Ever since I saw them at Vans Warped Tour 99, LTJ has been one of my favorite live bands. I’ve seen them five or six times, and each time has been more than worth the 15 bucks or whatever it cost.
I get a choice between Hollywood House of Blues on Friday, or Glasshouse in Pomona on Saturday. Glasshouse is less than 10 miles away, I can get door tickets and avoid HOB’s egregious service/facilities charge, and the Glasshouse is home to quite a few fond and not-so-fond memories. Given the last few times I’ve been have been lame. They’ve remodeled (the outside), but the bands I’ve seen lately have been weak, so I figured that was the problem.
It will be some time before I ever return to see anyone live in this dive.
Doors opened at 6:30. We bought tickets (23 dollars, are you kidding me. And that was without any service charge.) from a dude at a card table (I think he was pocketing his own little service charge), walked inside to preview the “Van’s Warped Tour” tenth anniversary movie. It was garbage, and there were about 20 people crammed up against the stage watching a recording of Ice T in some kind of ridiculous commando outfit. Indeed, it may have been the first encounter with an LCD projector for many of them, judging from the incline of their necks and the wonder in their eyes. Of course in the Glasshouse, any technology appears to be somewhat wondrous.
We left and drove around downtown Pomona, wandered up to Claremont, had some frozen yogurt, walked on the boardwalk (yes, Claremont has a boardwalk). Ever the connoisseurs, we previewed an art gallery, finished the yogurt, and made our way back to the car and on to Pomona.
In a shameful episode of elitism, Hannah and I took turns poking fun at the people and businesses along Holt and Indian Hill. First it was the teens holding hands walking to 7/11.
Hannah: Anything makes you happy when you’re 14. Even walking to 7/11.
Me: What the heck kind of name for a market is El Super? El Super what?
And that was before we even turned right onto Holt. There was this chicken place with the anabolically enhanced rooster on the front. We past establishment after unfortunate establishment as Hannah and I heckled and degraded the finer offerings of Holt Blvd. I wanted to drive her by the house I spent the first 7 years of my life in, but she said it was too ghetto.
Finally we made it back to Pomona. We parked, walked to Starbucks, pausing to take a picture of Antonio Bestard’s law offices.

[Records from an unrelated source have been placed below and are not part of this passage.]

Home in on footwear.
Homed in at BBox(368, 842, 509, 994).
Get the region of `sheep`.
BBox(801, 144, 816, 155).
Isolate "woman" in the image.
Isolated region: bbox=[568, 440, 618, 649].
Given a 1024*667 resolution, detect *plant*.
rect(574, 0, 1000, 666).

His sign was crafted in such a way that it appeared to read “Antonio Attorney: Bastard at Law.” He had one one each corner of the office, two floors up. We laughed at that for awhile, drank some coffee, walked back and decided to see who was playing. I think it was Fishbone. The place was still pretty dead, so after they finished up, we walked across to the train station, took some pictures, inspected the overpass, and figured out how to work the timing feature on Hanna’s camera.

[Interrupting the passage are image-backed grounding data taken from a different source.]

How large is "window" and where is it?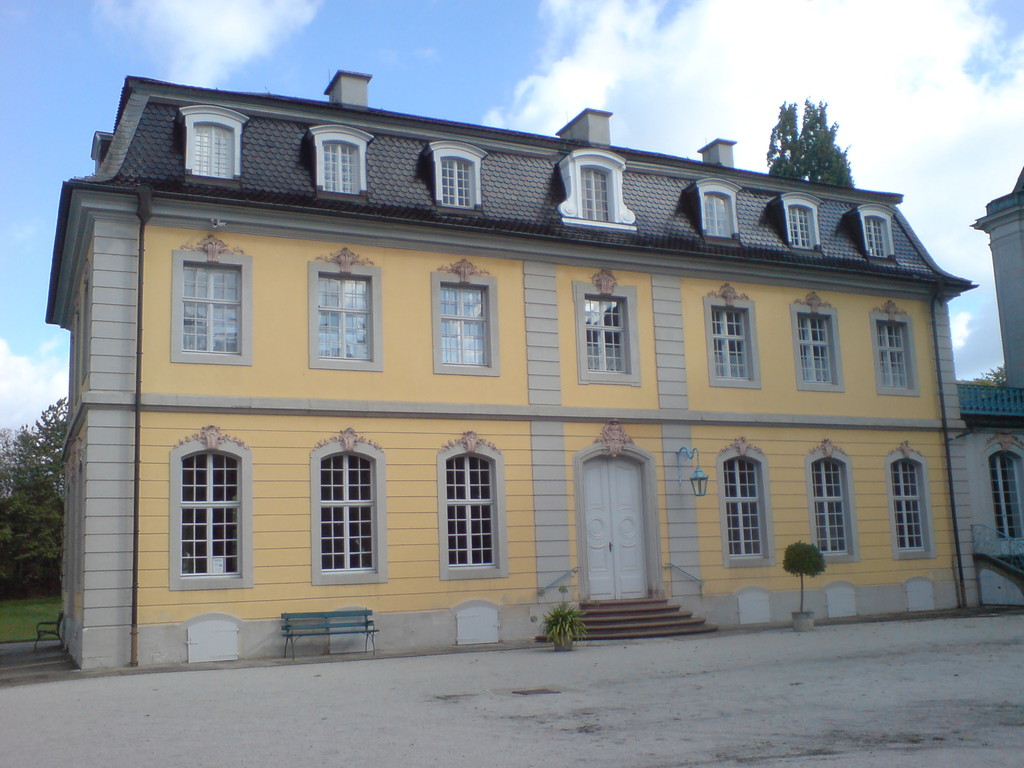
Bounding box: 573:166:616:223.
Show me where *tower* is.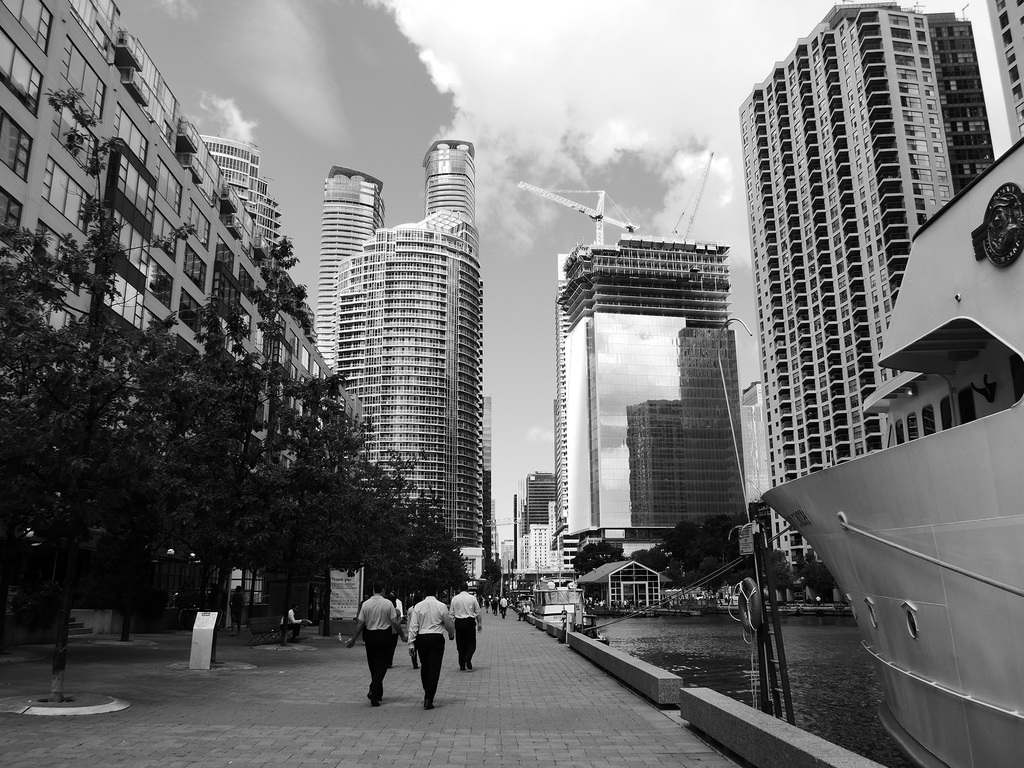
*tower* is at [998, 4, 1023, 147].
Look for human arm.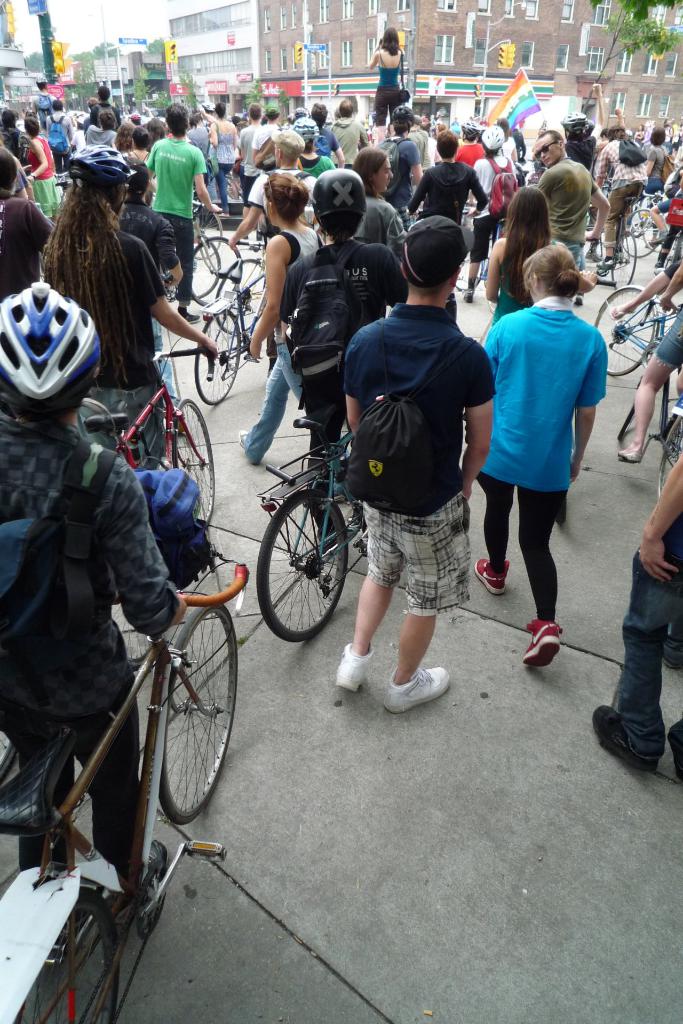
Found: 404 141 423 189.
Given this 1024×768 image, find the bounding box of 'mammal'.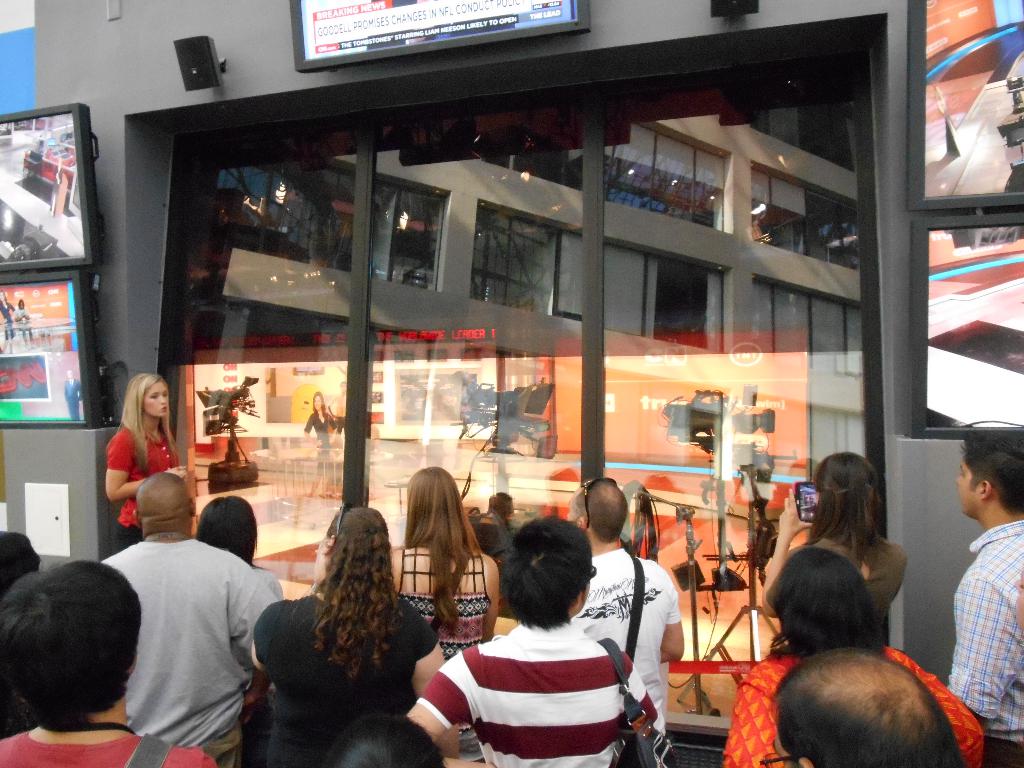
(724, 545, 985, 767).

It was freezing. We killed twenty minutes or so, and walked back in to a dirty floor that was more dead than before. Unbelievably, Less than Jake came onstage to about 100-plus fans. It was pathetic and embarrassing. I almost felt like leaving and making everyone else leave so that they could just go home.
A few lowlights:
- Shout outs to anyone who attended from more than .7 miles away.
- Lead singer calling out a chick who was texting. “Hey you. Yeah you. Where do you work? I’m going to come to your work and (do something sort of gross) right where you work.
- Bringing up a husband/wife pairing who appeared to be over 60. Each needed a supportive cane to navigate. Each sported a LTJ button.
- Bringing up some girl’s mom and letting her pick a guy out of the crowd to dance with.
- Some guy saying to his friend on the way out: “That was intense.”
- Offers to take the first 20 or 40 or something people on the tour bus to the next stop in San Diego. It would have been about 40% of the crowd.
- Lead singer mocking the snack bar in the back, likening the pretzel coating to “lube.”